What Brings Photographers Back to Freshkills Park

Since 2014, photographers have been documenting Freshkills Park’s changing landscape for an ongoing series called Capturing Change. The series aims to generate a community- and artist-driven archive of the site’s transition from landfill to public space. Several photographers have returned multiple times, compelled to explore the park over and over again.

Many of the photographers have memories of visiting or living nearby the Fresh Kills Landfill. “As a boy I watched the heavy machinery push at the fresh piles that were constantly being delivered,” photographer Sean Sweeney said. As an adult, he became Chairman of Staten Island’s Community Board 1. “I had the opportunity to be involved with some of the plans to close the landfill and make it into a place to be proud of.”

Photographer Michael McWeeney also grew up in Staten Island. “I can remember the stench of the landfill on hot days, the flocks of sea gulls circling the dump for the day’s fresh delivery of trash from the 5 boroughs of New York and the stigma of living so close to the world’s largest landfill,” he said. When he began working for the local papers in 1990 he found himself in the landfill working on stories related to waste management and the eventual closing of Fresh Kills.

Artist Andrea Callard first visited the Fresh Kills Landfill in the 1970s. “An individual could drive into a specified area of Freshkills on a Saturday and dump ‘household bulk,’ objects we no longer needed,” she explained. “I somehow heard about this and drove from Tribeca with a friend.” This was the first of many visits to the site that continue today with photography tours.

These photographers also recognize the beauty and significance of the opportunity photography tours at Freshkills Park provide. “Having the opportunity to photograph the park’s hills is quite a unique experience in New York City,” McWeeney said. “You feel as if you are somewhere else, somewhere far away from the traffic and the malls and the bustling crowds of people. You still see the refinery of New Jersey and the Manhattan skyline, but you are separated from it.”

For Callard, it’s a deep pleasure to document what keeps changing and what everyone is not able to see. “Freshkills is a strange yet lovely place to walk and contemplate where one is and where one is going,” she said. “I really appreciate how the color of the landscape shifts so much and my own looking changes and becomes more subtle.”

Sweeney believes that Capturing Change is providing an important service by letting photographers of all levels document the landfill-to-park transformation. “From the iPhone shots to the massive megapixel grabbers, we all belong,” he said. “I always say the world needs a documentarian. No two mornings, days or evenings are the same at The Dump, The Landfill, The Park. The sun rises and sets differently every day.”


Starting at the line that contains "Locate sculpture on screen.", write out each line exactly through the last one in the material below, and nothing more; omit all pictures.
=== MATERIAL TO PROCESS ===
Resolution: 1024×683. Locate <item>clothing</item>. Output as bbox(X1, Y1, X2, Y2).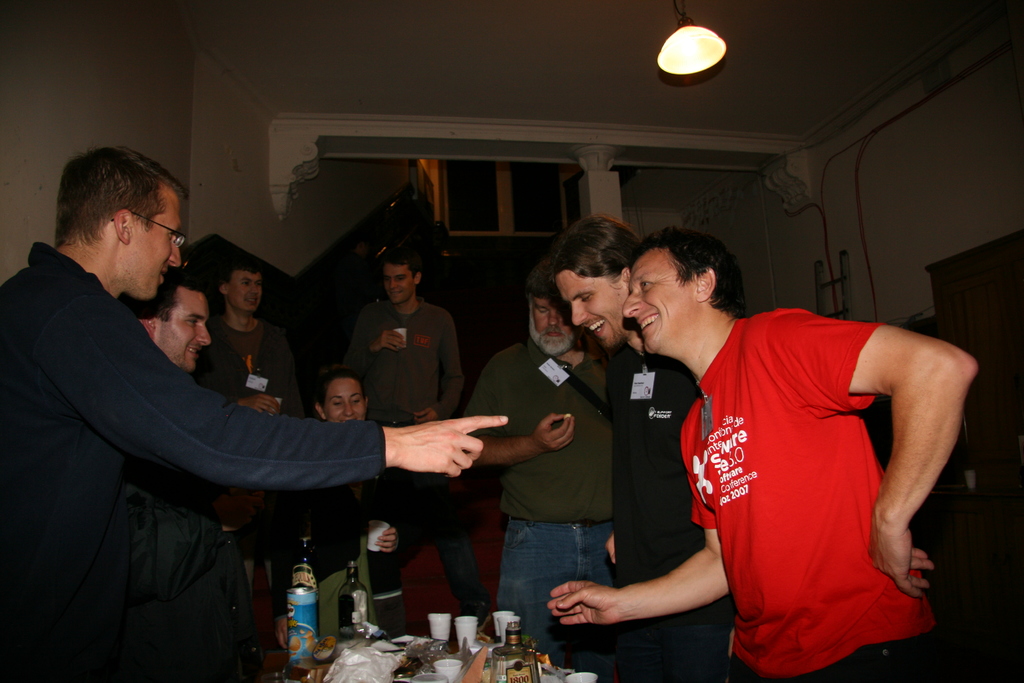
bbox(0, 235, 388, 682).
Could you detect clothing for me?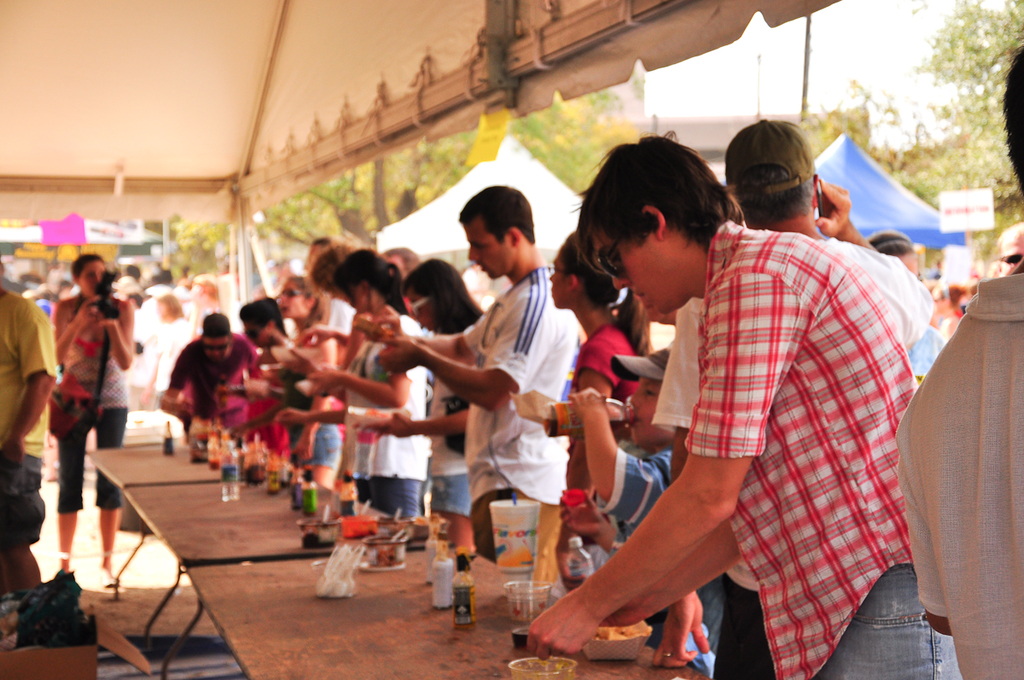
Detection result: select_region(150, 309, 194, 405).
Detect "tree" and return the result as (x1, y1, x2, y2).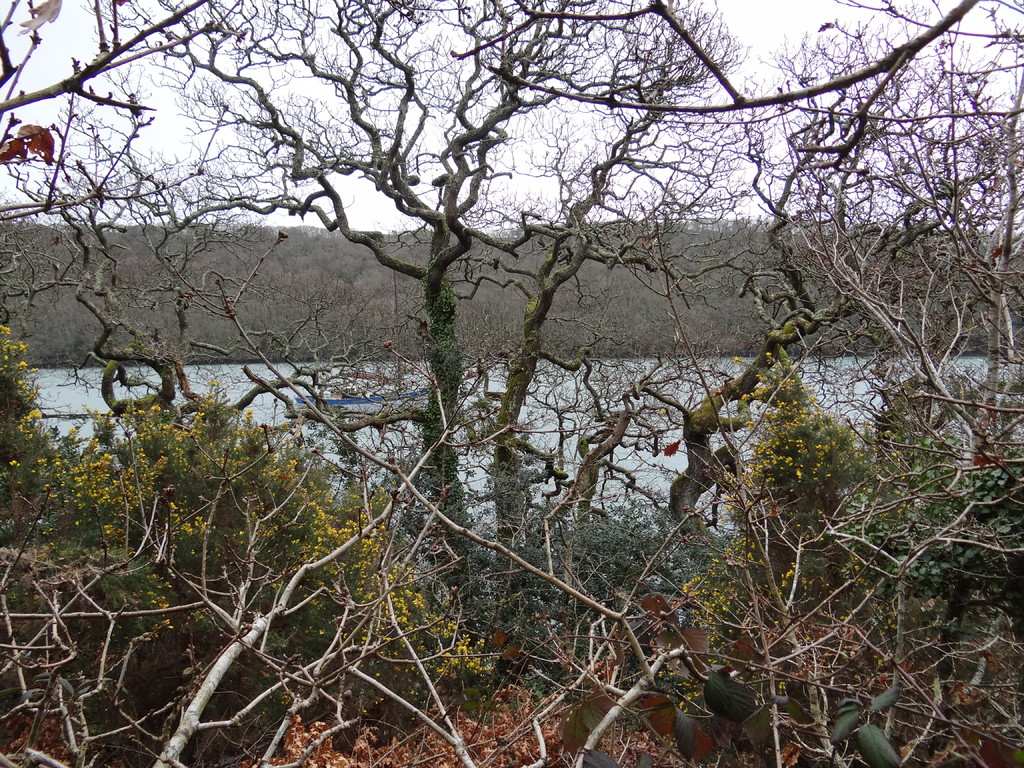
(56, 0, 974, 753).
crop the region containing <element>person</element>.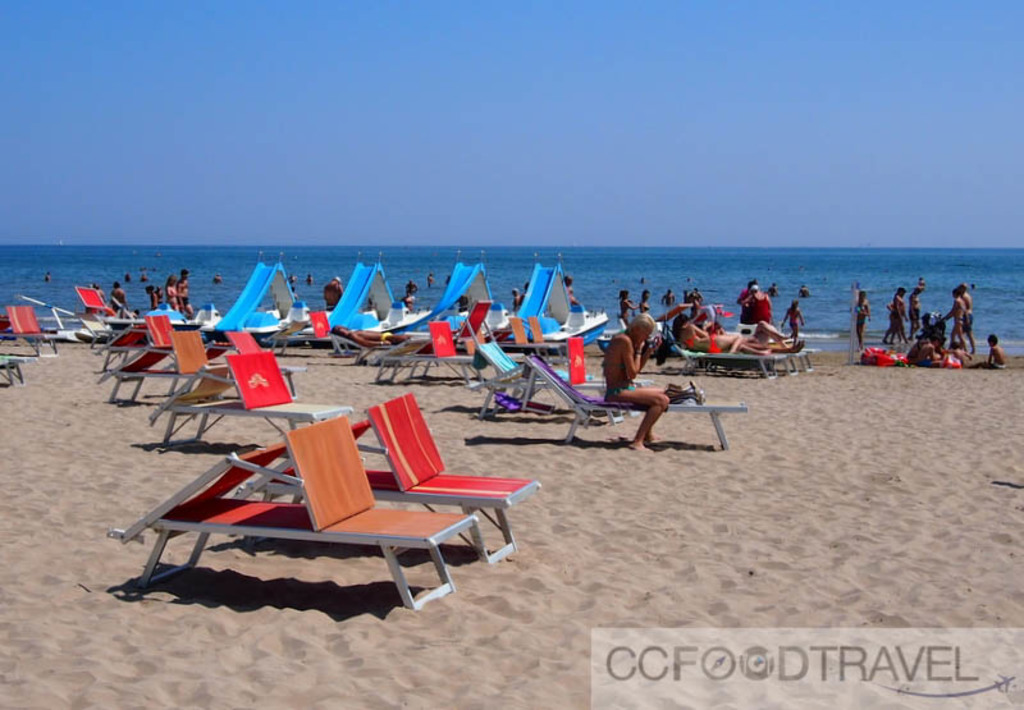
Crop region: left=608, top=308, right=664, bottom=416.
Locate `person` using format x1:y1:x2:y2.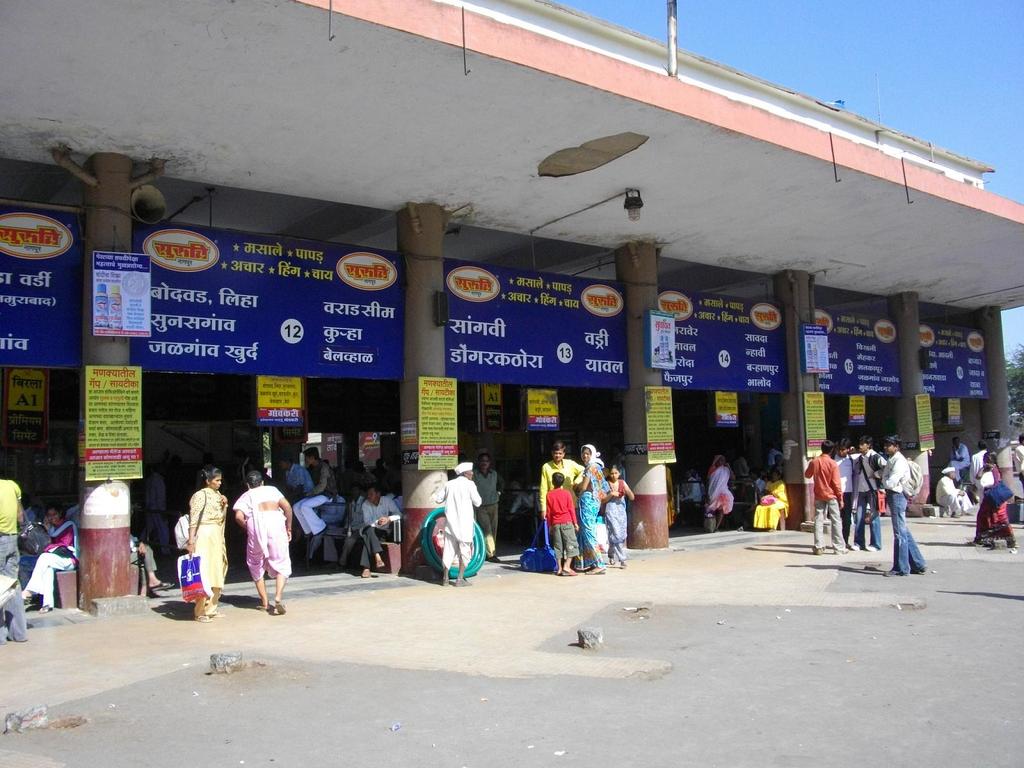
182:462:227:620.
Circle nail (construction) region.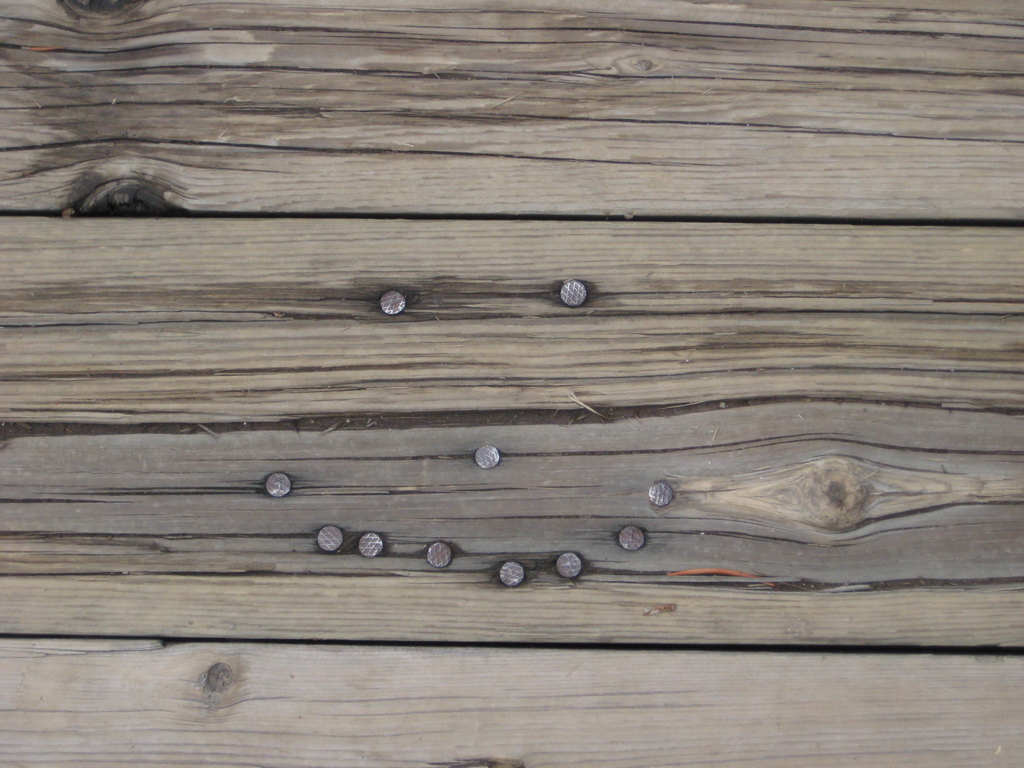
Region: <bbox>427, 540, 455, 569</bbox>.
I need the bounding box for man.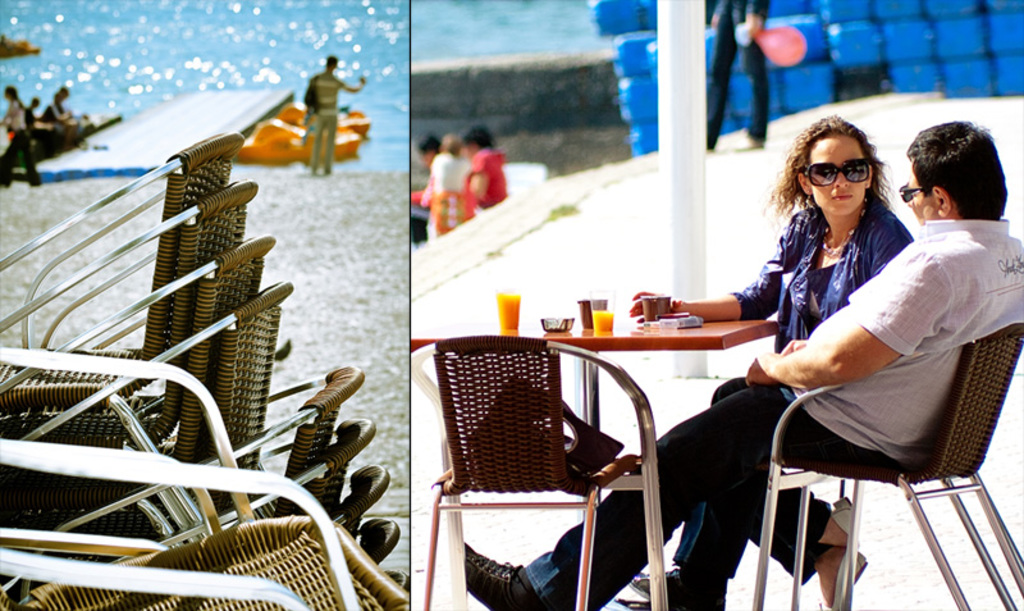
Here it is: locate(407, 133, 463, 242).
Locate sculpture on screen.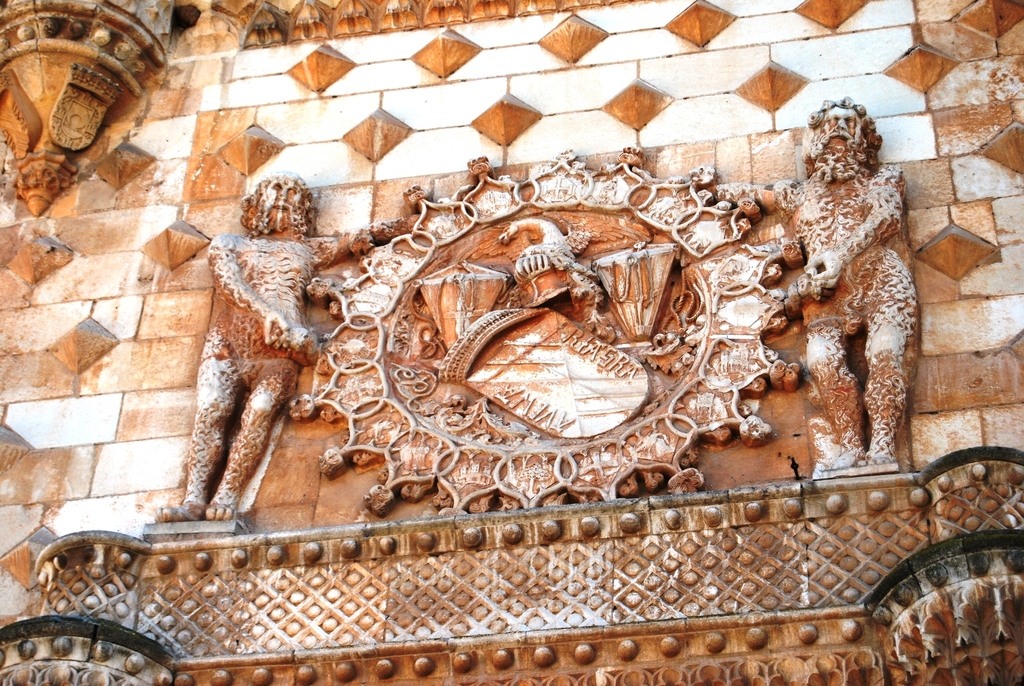
On screen at x1=157 y1=167 x2=414 y2=522.
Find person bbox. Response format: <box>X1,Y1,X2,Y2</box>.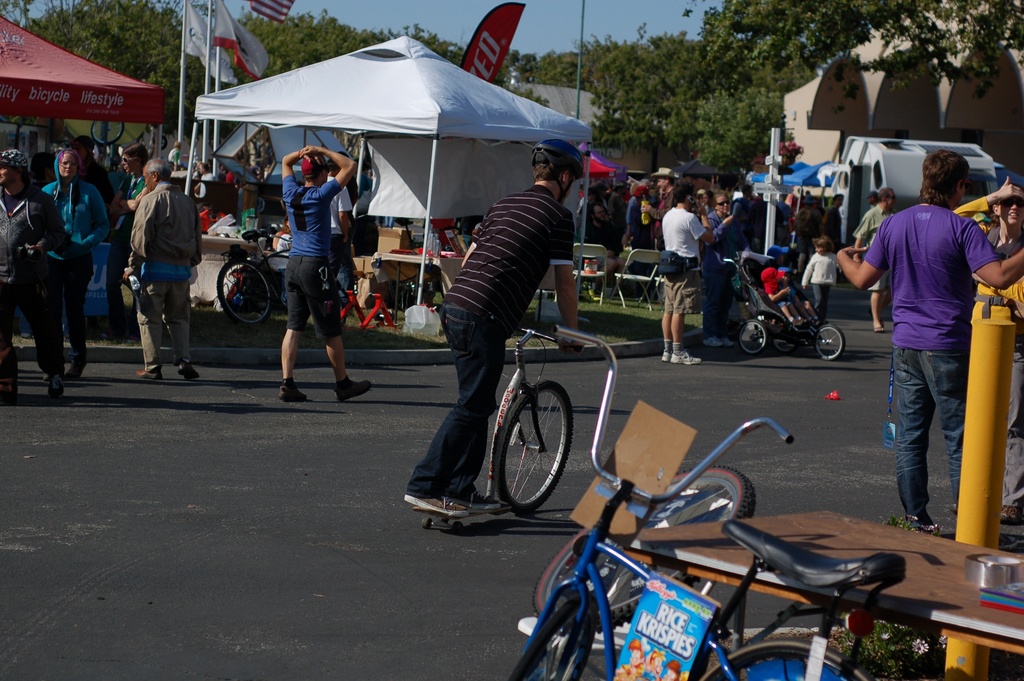
<box>0,147,67,398</box>.
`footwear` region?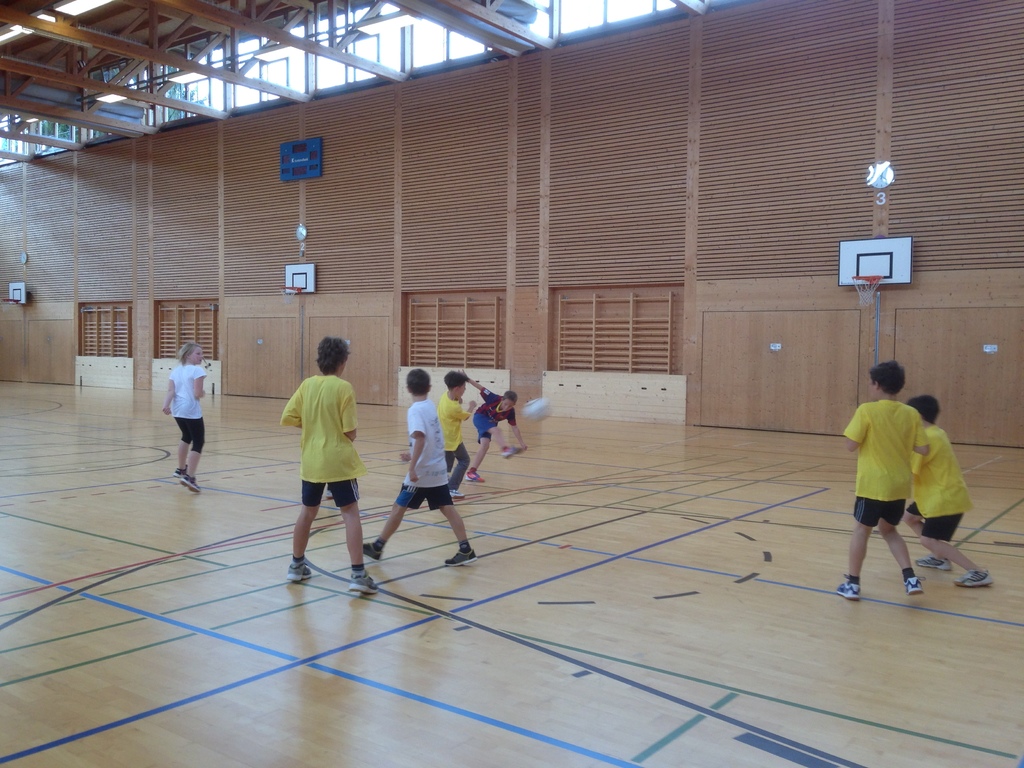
===
**ANSWER FOR THE TASK:**
Locate sculpture on screen.
On screen at x1=157 y1=167 x2=414 y2=522.
Find person bbox. Response format: <box>X1,Y1,X2,Y2</box>.
<box>0,147,67,398</box>.
`footwear` region?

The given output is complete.